North Carolina’s governor declares a state of emergency over the legislature’s veto-proof approval of a school-choice bill. (DBx: Wow. Just wow.)

My intrepid Mercatus Center colleague, Veronique de Rugy, isn’t impressed with Biden’s proposed debt-ceiling deal.

Here’s Robert Wright on the debt ceiling and Section 4 of the 14th Amendment.

The Wall Street Journal‘s Editorial Board decries today’s budgetary shenanigans. A slice:

At issue are accounting tricks that Congress has used in recent years to hide the size of their blowouts. Most federal spending is “mandatory”—dictated by prior law, automatic, and dedicated to long-term programs like Social Security, Medicare and Medicaid. Congress separately each year sets discretionary spending levels—appropriations bills that set priorities for everything from the Pentagon to education to housing assistance.

In the wake of the Covid spending excess, Democrats (aided by some Republicans) sought to disguise their spending by categorizing some of their discretionary outlays as “mandatory” or “emergency” funding. These dollars go to the same accounts and fund the same projects as any other discretionary spending, but because of their categorization they aren’t counted in the discretionary category.

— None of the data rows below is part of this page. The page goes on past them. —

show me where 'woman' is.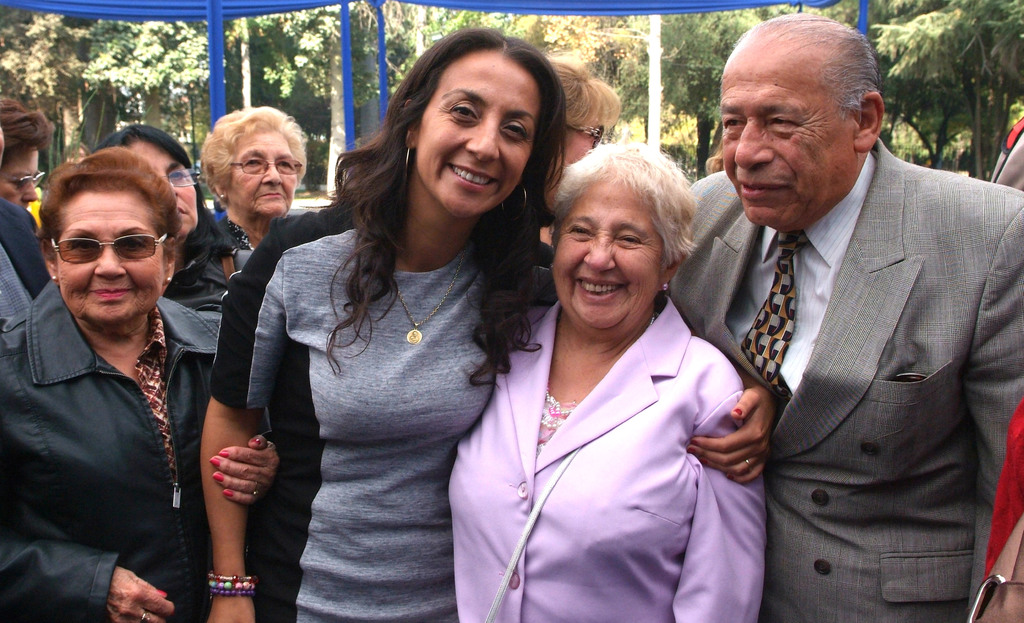
'woman' is at bbox(101, 122, 211, 270).
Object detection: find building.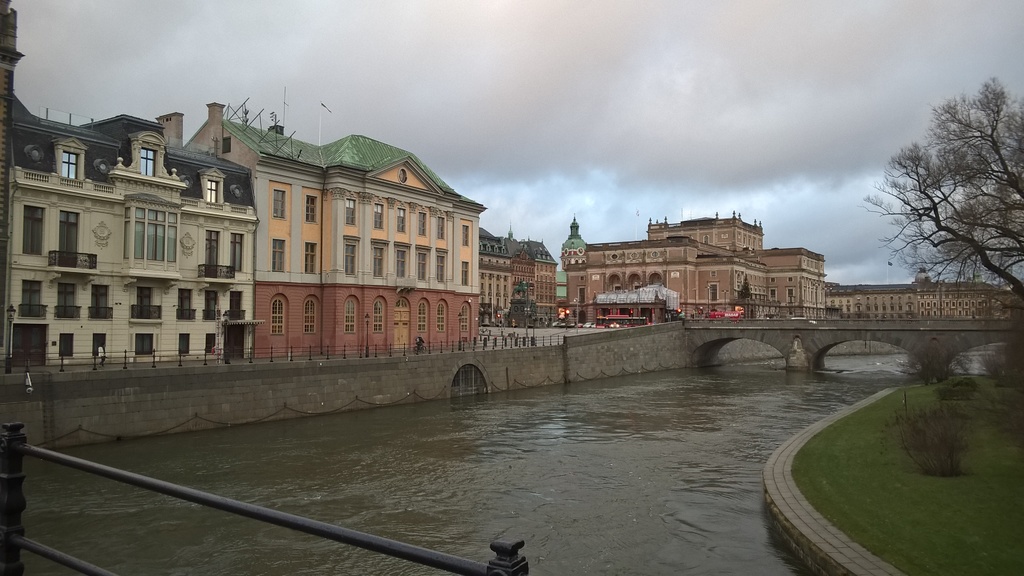
left=557, top=208, right=825, bottom=324.
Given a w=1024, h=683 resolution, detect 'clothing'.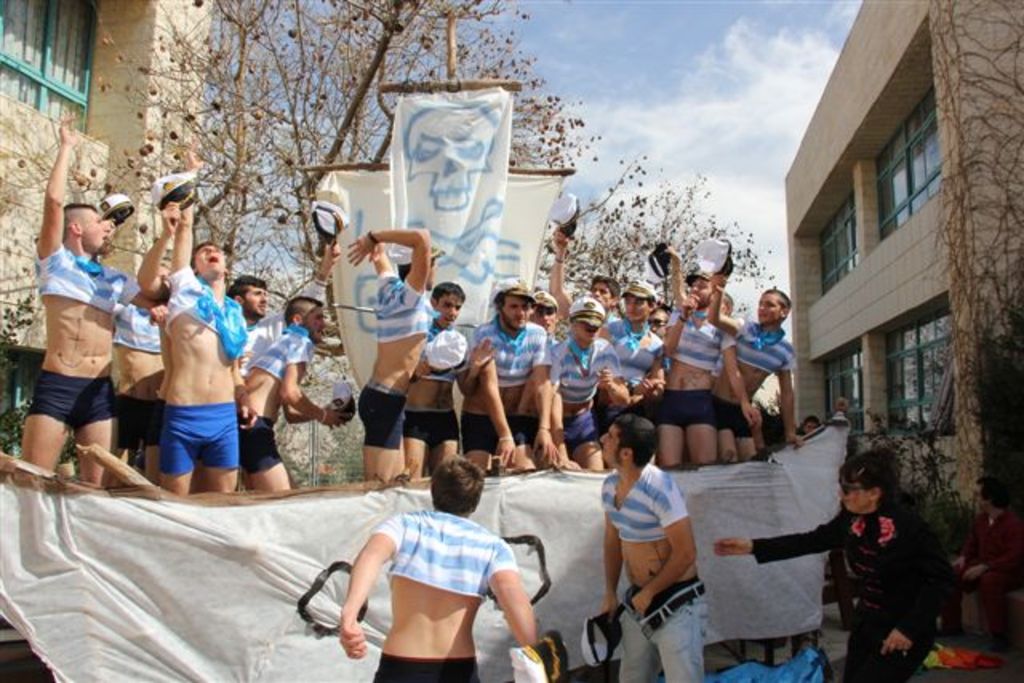
{"x1": 363, "y1": 513, "x2": 525, "y2": 600}.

John Stossel points out the hypocrisy of Ron DeSantis.

Stephanie Slade is rightly critical of national conservatives. A slice:

But the invocation of “right-liberalism” is ironic as well as facile, because the post-liberals who disparage it are unapologetic proponents of actual left-wing policies, such as tariffs, industrial subsidies, and aggressive antitrust action, even against companies that don’t meet the traditional definition of monopolies. It would be no exaggeration to designate this cohort right-progressives. And just about the only thing that makes them right is that they hope to use their power, once attained, to enforce aspects of traditional religious morality rather than left-wing identity politics.

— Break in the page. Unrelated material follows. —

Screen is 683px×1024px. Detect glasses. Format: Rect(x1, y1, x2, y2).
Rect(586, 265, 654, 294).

Johan Norberg tells us of the great 18th-century Swedish classical liberal Anders Chydenius.

George Will writes with his trademark wisdom about abortion. A slice:

The loudest voices on both sides have been loud throughout the five decades when voters’ voices did not matter because the judiciary rather than legislatures made abortion policy. But the loudest voices have never been the most numerous. An ambivalent majority is permanently troubled by the irresolvable tension between a woman’s claim of personal autonomy and the inviolability of personhood.

A life that is human begins at conception. This is a tenet not of abstruse theology but of elementary biology. This life, with a distinctive genetic imprint, will reach adulthood, absent a natural mishap or a deliberate intervention to end it. The vexing question is: When, if ever, should personhood be ascribed to that life, with legal protections enveloping it, regardless of the woman’s preference?

Why do people take politicians seriously?

Dr. Eli David tweets: (HT Jay Bhattacharya)

Remember when they tried to defeat a respiratory virus by sending multiple policemen armed with guns and rifles to arrest someone violating the lockdown by sitting on the beach alone?